Two nights ago around midnight, we and our neighbors were jolted awake by loud clap of thunder that accompanied a lightning strike.  A little while later, I saw fire engines pulling up on the next block–at least two or three of them.  Apparently a house only 200 feet from us or less was struck by lightning, which caused a basement fire and $40,000 in damage.  Luckily no one was hurt.  We learned the next day that a tornado apparently hit counties to the west of Madison.

But Mother Nature was not through with us yet with her storms.  As I was driving my taxicab yesterday, I heard radio programs repeatedly interrupted by National Weather Service warnings.  A severe thunderstorm and tornado watch gave way to a severe thunderstorm warning around 4:00 and a tornado warning roughly 45 minutes later.  The warning was based on some rotation spotted in the storm clouds that could easily spawn tornadoes, though none were reported.

What we did get, however, was quite the soaking.  I was driving from a few blocks west of the Capitol to a few blocks east of the Capitol to pick up someone.  Traffic has been extremely congested on Johnson Street and nearby streets due to high-rise construction and the replacement of water and sewer mains nearly a century old.  So traffic was already at a standstill when the clouds broken open.  In some ways, this wasn’t a bad place to have blinding rain, as traffic really wasn’t moving anyway.

The guy I picked up at Butler and East Washington had been trying to get home from his workplace in Middleton, some seven or eight miles west of downtown Madison.  He was taking the bus, but the Madison Metrobuses stopped and pulled over due to the severe weather.  He had just about two miles to go.

Butler Street is about two thirds of the way up the steep hill that leads from the East Side to the Capitol, and so I was driving him down the hill along East Washington.  I noticed starting at about Blair Street (roughly at the foot of the hill) some puddles that were probably six inches deep.  The Prius that I was driving, with its low center of gravity, seemed to hold its own quite well, but I was worried about the effect the deep puddles might have on the sensitive electronics in the car.  The puddles were usually the deepest between the intersections.  At one point I pulled off East Wash (that’s what we usually call it, and the name did seem appropriate in this case) to the lot of the Octopus Car Wash because I didn’t feel comfortable driving in water which now seemed to be almost a foot deep and going over the curb.  But after observing other cars and noticing they weren’t really having much trouble, I decided to hit the road again and I eventually made it past Baldwin, after which we hit higher ground again.

I took a 20-minute break and then decided to take more fares.  I was offered one that would take me back to Capitol Square and then back through areas of the Near East Side that might still be flooded.  I started heading east, but I could go no more than two blocks beyond Baldwin until I realized that I didn’t feel comfortable driving back through those deep puddles, regardless of how the other cars seemed to be doing.  So I called my dispatcher and told him I didn’t feel comfortable running this fare under the circumstances.  He understood, and gave me a different order instead which would take me further east away from the Capitol.
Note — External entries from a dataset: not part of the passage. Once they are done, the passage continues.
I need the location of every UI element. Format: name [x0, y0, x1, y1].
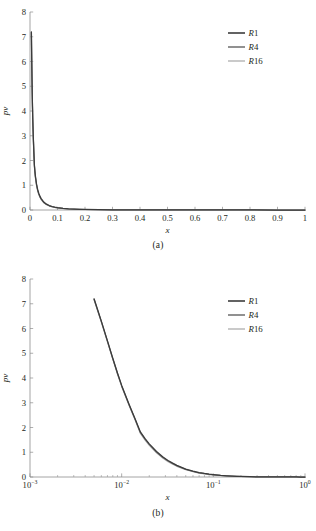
panel-b-caption: (b)	[0, 508, 316, 518]
y-tick-label: 7	[22, 299, 27, 309]
y-tick-label: 5	[22, 348, 26, 358]
legend-label-r1: R1	[248, 28, 259, 38]
panel-a: 01234567800.10.20.30.40.50.60.70.80.91xp…	[0, 0, 316, 265]
y-tick-label: 4	[22, 373, 27, 383]
x-tick-label: 0.4	[135, 213, 146, 223]
y-tick-label: 1	[22, 180, 26, 190]
x-tick-label: 10−1	[206, 479, 221, 490]
x-axis-label: x	[164, 225, 170, 235]
x-tick-label: 100	[299, 479, 311, 490]
series-line-r16	[31, 33, 305, 210]
y-tick-label: 3	[22, 131, 26, 141]
legend-label-r1: R1	[248, 296, 259, 306]
x-tick-label: 0.8	[245, 213, 256, 223]
x-tick-label: 0.3	[107, 213, 118, 223]
x-tick-label: 0	[28, 213, 32, 223]
legend-label-r4: R4	[248, 42, 259, 52]
x-tick-label: 1	[303, 213, 307, 223]
y-tick-label: 2	[22, 156, 26, 166]
y-tick-label: 6	[22, 57, 27, 67]
y-tick-label: 2	[22, 423, 26, 433]
panel-a-caption: (a)	[0, 240, 316, 250]
y-tick-label: 7	[22, 32, 27, 42]
panel-b: 01234567810−310−210−1100xpvR1R4R16	[0, 265, 316, 531]
series-line-r1	[94, 299, 305, 477]
legend: R1R4R16	[228, 28, 263, 66]
y-tick-label: 0	[22, 205, 26, 215]
legend-label-r16: R16	[248, 56, 264, 66]
x-tick-label: 10−2	[114, 479, 129, 490]
series-line-r4	[31, 32, 305, 210]
y-tick-label: 8	[22, 7, 26, 17]
y-tick-label: 1	[22, 447, 26, 457]
series-line-r1	[31, 32, 305, 210]
series-line-r16	[94, 300, 305, 477]
y-tick-label: 4	[22, 106, 27, 116]
y-tick-label: 5	[22, 81, 26, 91]
legend-label-r4: R4	[248, 310, 259, 320]
legend: R1R4R16	[228, 296, 263, 334]
y-tick-label: 6	[22, 324, 27, 334]
x-tick-label: 0.2	[80, 213, 91, 223]
legend-label-r16: R16	[248, 324, 264, 334]
x-tick-label: 0.9	[272, 213, 283, 223]
y-tick-label: 8	[22, 274, 26, 284]
x-tick-label: 10−3	[23, 479, 38, 490]
series-line-r4	[94, 299, 305, 477]
x-axis-label: x	[164, 492, 170, 502]
x-tick-label: 0.5	[162, 213, 173, 223]
y-axis-label: pv	[0, 106, 10, 117]
figure-container: 01234567800.10.20.30.40.50.60.70.80.91xp…	[0, 0, 316, 531]
y-tick-label: 3	[22, 398, 26, 408]
x-tick-label: 0.1	[52, 213, 63, 223]
panel-a-plot: 01234567800.10.20.30.40.50.60.70.80.91xp…	[0, 0, 316, 265]
y-axis-label: pv	[0, 373, 10, 384]
x-tick-label: 0.6	[190, 213, 201, 223]
x-tick-label: 0.7	[217, 213, 228, 223]
panel-b-plot: 01234567810−310−210−1100xpvR1R4R16	[0, 265, 316, 531]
I ended up picking up a woman whose Honda Insight stalled and got damaged by flooding near East Towne Mall.  The Insight has an even lower center of gravity than the Prius and while other cars seemed to be handling the deep water just fine, the Insight wasn’t so lucky.  So I ended up giving her a cab ride home, for which she was grateful.

I’m sure there is at least one person somewhere in Wisconsin who believes that these storms sweeping southern Wisconsin hitting Madison’s East Side are somehow punishment for its residents for being, well, liberals.  If that’s the case, God must really have it in for those flaming liberal bastions of Texas and Oklahoma.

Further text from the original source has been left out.